- Introduction: What is Denial-of-Service (DoS)?
- The DoS Scenario
- The Security Breach
- Corrective Actions
- Don't Be an Unwitting Collaborator
Don't Be an Unwitting Collaborator
Denial-of-service attacks can result in significant loss of time and money for many organizations. They also offer cyberterrorists an easy, inexpensive, and anonymous way to disrupt and harm our national information infrastructure. And it's even easier. Like any knowledgeable enemy, the cyberterrorist knows how to use our technology against us. Here's an example.
A cyberterrorist's goal is to gain administrative/root control the easiest way possible. They do this by focusing on a small number of exploits, and then searching the entire Internet for that exploit. Sooner or later they find someone vulnerable. Some of them are advanced users who develop their own tools and leave behind sophisticated backdoors. Others have no idea what they're doing and only know how to type "go" at the command prompt. Regardless of their skill level, all cyberterrorists share a common strategy: search for a specific weakness, and then exploit that weakness.
Crackers can use sites like Exploit World and Beyond-Security's SecuriTeam page to download tools and run them against machines on the Internet looking for victimsand no cracking skill is needed. Our enemies also have access to these sites, and programmers that can use these as stepping-stones to create better exploits to use against us.
To quote Steve Gibson of Gibson Research Corporation, "When those insecure and maliciously potent PCs are mated to high-bandwidth Internet connections, we are going to experience an escalation of Internet terrorism the likes of which has never been seen before."
Apply the corrective actions described here and in the referenced material, and don't became an unwitting collaborator in a massive DoS attack.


## What you should do
Write out the lines below exactly, beginning at the one with "This is a [1024, 765]" and stopping after the one with "Get the region of clothing."; the pictures are not copied.

## Given information
+---+

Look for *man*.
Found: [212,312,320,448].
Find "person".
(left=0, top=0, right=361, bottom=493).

+---+

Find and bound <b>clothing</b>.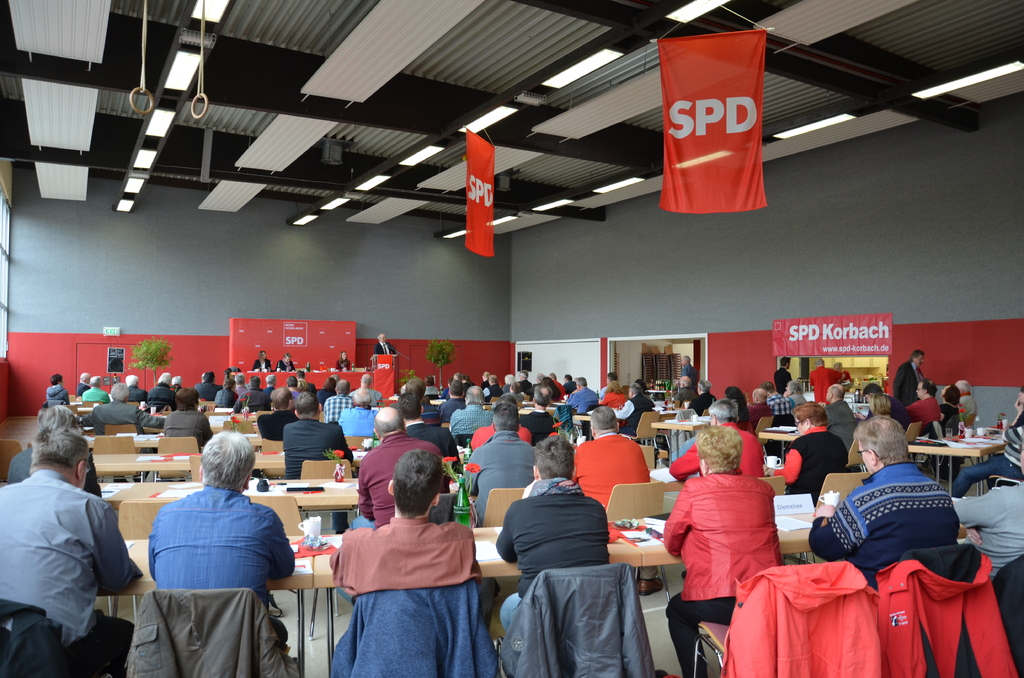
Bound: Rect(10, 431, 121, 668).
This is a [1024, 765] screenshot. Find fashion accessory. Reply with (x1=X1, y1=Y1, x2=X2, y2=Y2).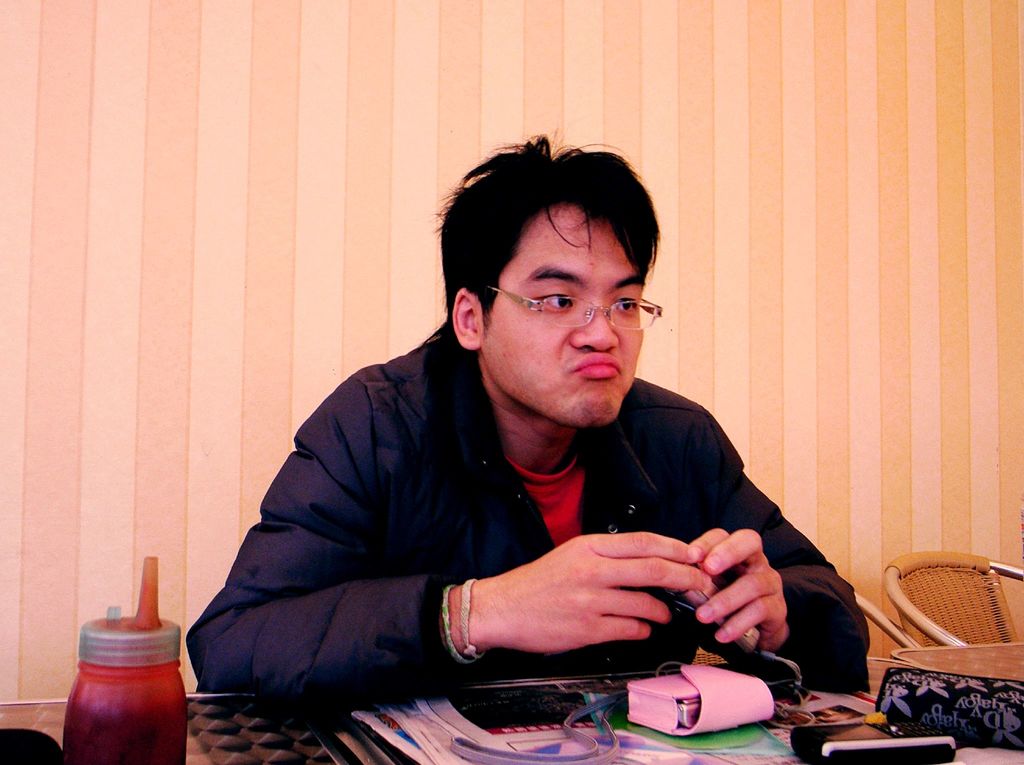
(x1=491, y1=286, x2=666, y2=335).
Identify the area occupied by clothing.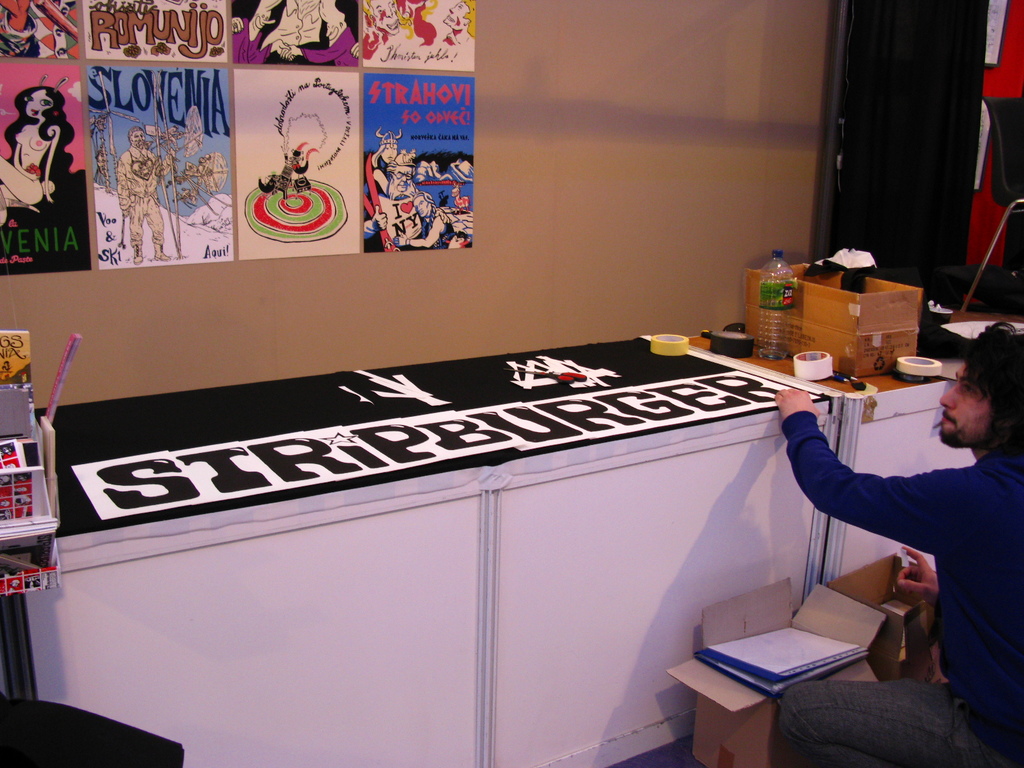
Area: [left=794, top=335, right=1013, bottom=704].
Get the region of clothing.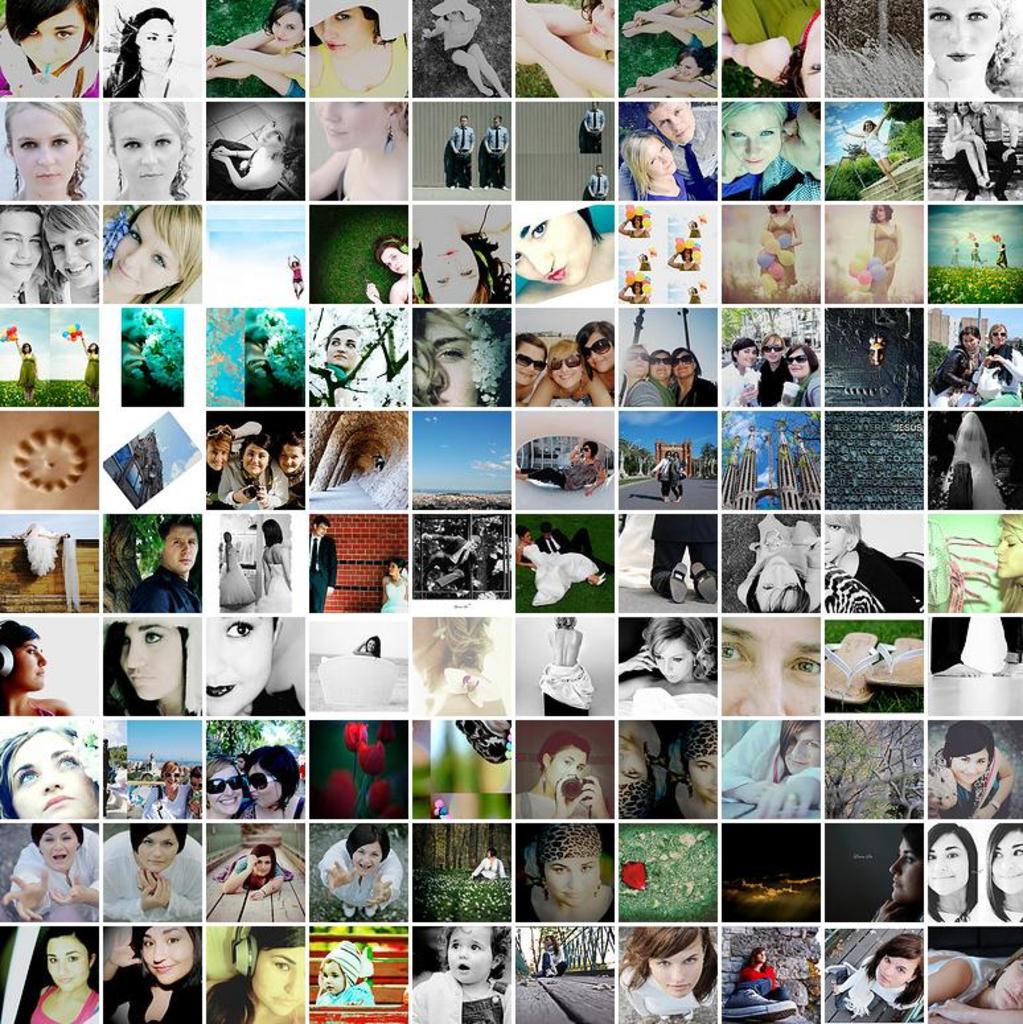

+---+

## Reply
This is a [1024, 765] screenshot. Find fashion accessory. Reply with (x1=X1, y1=Y1, x2=X2, y2=Y2).
(x1=491, y1=286, x2=666, y2=335).
Identify the area occupied by clothing.
Area: [left=794, top=335, right=1013, bottom=704].
Get the region of clothing.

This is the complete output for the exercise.